Foucault my life

Columbia doesn't teach you anything about surviving Armageddon.

By Esfandyar Batmanghelidj

Published April 6, 2011

Students consider a lot of factors when course selection rolls around. We consider the credits awarded, the professor’s reputation, the course material, the location, the time, and the chance of getting that elusive A. But we don’t usually consider the wider context of our choices: how a college class will equip us for life outside the chambers of the ivory tower. This myopia becomes problematic when you consider what the real world might look like in the next few decades.

My former high school librarian, now a dear friend, often rants about the “power-down” that is on the horizon. We exchange emails regularly, and his typical correspondence is a wonderfully poetic and pessimistic take on the calamitous times we live in. Here is but a taste: “My only take on the human species these days: Die off by the billions. I have no other way to put it. We are too many, so overpopulated and obese and sick-looking, that it seems to me anyone with a shred of common sense would come to the same conclusion.” This column is largely an homage to his emails, a sarcastic imagining of the myriad ways he has suggested the world might end, a playful exposition of the futility and fatalism of our current path.

In a recent typically cheery email, my former teacher provided some unsettling advice: “If I could attend any one education program right now, it would be lessons in learning to live off the grid … Anything for self-sufficiency, anything to remove myself from the reality of the ticking time bomb we find ourselves under.” In the next week, Columbia students will select their courses for the coming fall. As they furiously scan course listings, few students will contextualize their choices in the wider scheme of potential global catastrophe. The question that emerges is a troubling one. If we are to take the advice of my sage friend and only choose classes that teach self-sufficiency in a world without the grid, what classes ought we to choose at Columbia?

I’ll put the answer up front: The prospects are bleak. A search in the Directory of Classes yields no results for the terms “shelter,” “self-defense,” “horticulture,” “first aid,” or “blacksmithing.” There is a dearth of technical, pragmatic classes that operate outside the realms of abstraction. The closest thing Alma Mater can offer is engineering courses that require fabrication skills, but even these are predicated on the use of elaborate machinery. We would like to think that all have the potential to be the father in Cormac McCarthy’s “The Road,” or Robinson Crusoe, or Bear Grylls, or even some Vermont hippie who knows what mushrooms to forage. We all believe that intrinsic to our humanity is some deeper survival instinct, a treasure trove of evolutionarily encoded knowledge that will sustain us when the fire and brimstone rain. But it simply isn’t true. And our preoccupation with the status quo, with the acrobatics of the mind that make Columbia such a sensational and stimulating environment, only blinds us to our frailties.

On Maslow’s hierarchy of needs, the Columbia student occupies the very peak, seeking self-actualization through a heightened morality, creativity, and knowledgeability. We have been blessed thus far not to have to worry about safety and physiological needs. Well, it looks like ascending Maslow’s hierarchy is a Sisyphean task, and mankind is poised to let the ball roll back down into the Dark Ages. And when the world powers down, when systems of governance and of finance, of laws and of markets dissolve, self-actualization will come to mean diddly.

So we are stuck. Unsure if there is any real cause for concern, unwilling to rock the boat so much as to go “Into the Wild” and subsequently die an embarrassing and ridiculous death at the hands of some berries, we are left to blissfully attend our seminars on The Archaeology of Sex and Gender. But for those of you who are now worried by your lack of preparedness, there remains one means of recourse. Perhaps it makes the most sense to take philosophy. For if one cannot do anything to halt the doomsday clock’s slow ticking, then perhaps being able to deconstruct the epistemological and metaphysical meaning of this metaphorical clock will provide some semblance of comfort to a wanting mind. As the mushroom cloud grows on the horizon line and everything you have known and loved is vaporized, at least you’ll be able to ponder what Michel Foucault would have made of the unfolding events: Twentieth-Century Philosophy, V3301.

Esfandyar Batmanghelidj is a Columbia College first-year. He is a member of the rugby team. C.U. in Hell runs alternate Thursdays.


> [Try it]: Check every line of the entries for the string "axis" and return the ones that contain it.

** Opening Information given block **

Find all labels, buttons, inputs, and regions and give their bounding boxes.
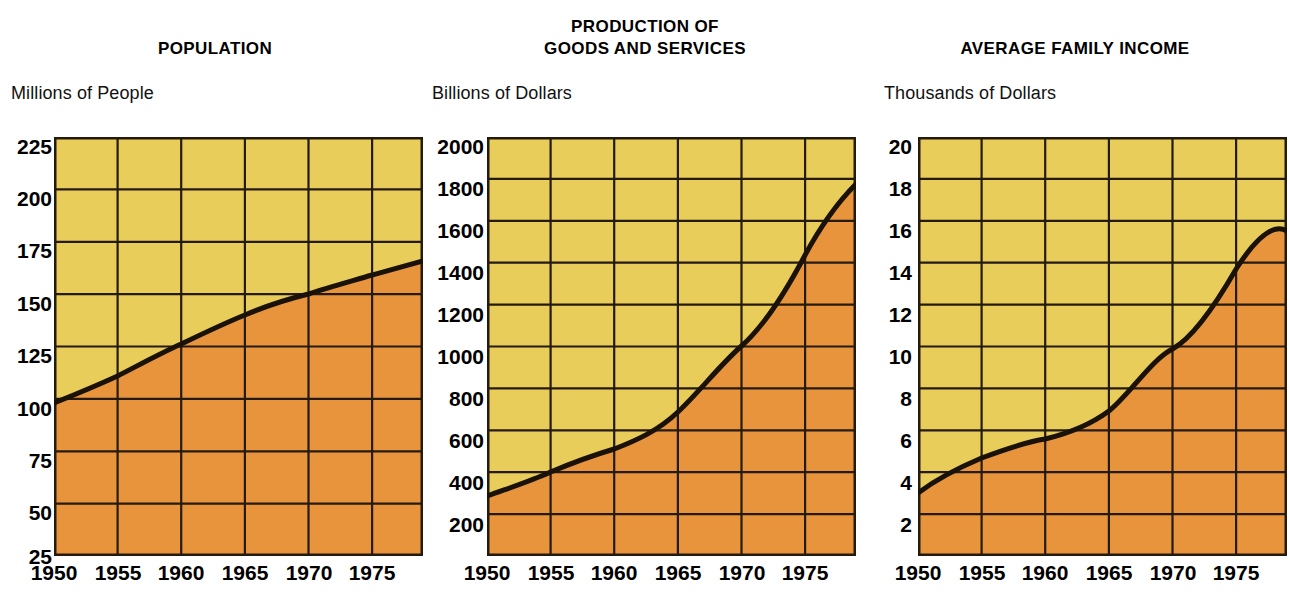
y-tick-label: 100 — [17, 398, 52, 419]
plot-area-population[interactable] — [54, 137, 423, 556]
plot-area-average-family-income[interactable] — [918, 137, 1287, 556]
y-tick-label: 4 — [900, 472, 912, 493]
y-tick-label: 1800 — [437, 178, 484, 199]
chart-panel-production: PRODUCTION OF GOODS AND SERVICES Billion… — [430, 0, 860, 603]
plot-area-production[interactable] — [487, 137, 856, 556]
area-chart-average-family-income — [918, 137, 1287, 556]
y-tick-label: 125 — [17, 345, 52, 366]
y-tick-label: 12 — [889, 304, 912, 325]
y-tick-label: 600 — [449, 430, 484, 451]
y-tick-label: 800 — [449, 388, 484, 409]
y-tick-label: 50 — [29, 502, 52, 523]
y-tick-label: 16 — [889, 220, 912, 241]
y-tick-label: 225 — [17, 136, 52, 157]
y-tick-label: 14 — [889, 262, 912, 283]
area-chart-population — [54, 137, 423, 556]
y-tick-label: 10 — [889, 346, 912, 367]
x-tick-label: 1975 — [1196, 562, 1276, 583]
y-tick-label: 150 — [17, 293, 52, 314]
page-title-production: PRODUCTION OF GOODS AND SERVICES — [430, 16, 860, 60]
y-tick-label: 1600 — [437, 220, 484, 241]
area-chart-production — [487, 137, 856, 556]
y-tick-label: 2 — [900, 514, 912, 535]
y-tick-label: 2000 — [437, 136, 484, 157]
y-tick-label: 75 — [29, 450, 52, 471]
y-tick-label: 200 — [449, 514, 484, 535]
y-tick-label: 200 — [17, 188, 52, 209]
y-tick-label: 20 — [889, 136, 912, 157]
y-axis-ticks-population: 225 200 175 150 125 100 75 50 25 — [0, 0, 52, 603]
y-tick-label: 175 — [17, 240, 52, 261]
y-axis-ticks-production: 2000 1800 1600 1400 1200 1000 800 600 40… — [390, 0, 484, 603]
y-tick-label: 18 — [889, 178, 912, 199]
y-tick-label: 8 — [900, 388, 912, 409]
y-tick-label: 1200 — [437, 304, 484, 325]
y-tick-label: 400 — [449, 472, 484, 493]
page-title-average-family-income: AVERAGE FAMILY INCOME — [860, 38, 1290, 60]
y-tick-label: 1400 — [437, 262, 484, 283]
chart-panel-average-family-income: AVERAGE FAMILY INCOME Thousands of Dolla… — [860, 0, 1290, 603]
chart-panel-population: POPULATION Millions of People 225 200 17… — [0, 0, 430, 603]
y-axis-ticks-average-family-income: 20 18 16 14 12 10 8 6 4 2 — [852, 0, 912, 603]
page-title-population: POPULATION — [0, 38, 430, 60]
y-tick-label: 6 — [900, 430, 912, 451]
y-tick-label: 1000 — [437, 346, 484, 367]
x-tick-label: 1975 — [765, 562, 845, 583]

** Closing Information given block **

> [Answer area]:
y-axis-ticks-population: 225 200 175 150 125 100 75 50 25 — [0, 0, 52, 603]
y-axis-ticks-production: 2000 1800 1600 1400 1200 1000 800 600 40… — [390, 0, 484, 603]
y-axis-ticks-average-family-income: 20 18 16 14 12 10 8 6 4 2 — [852, 0, 912, 603]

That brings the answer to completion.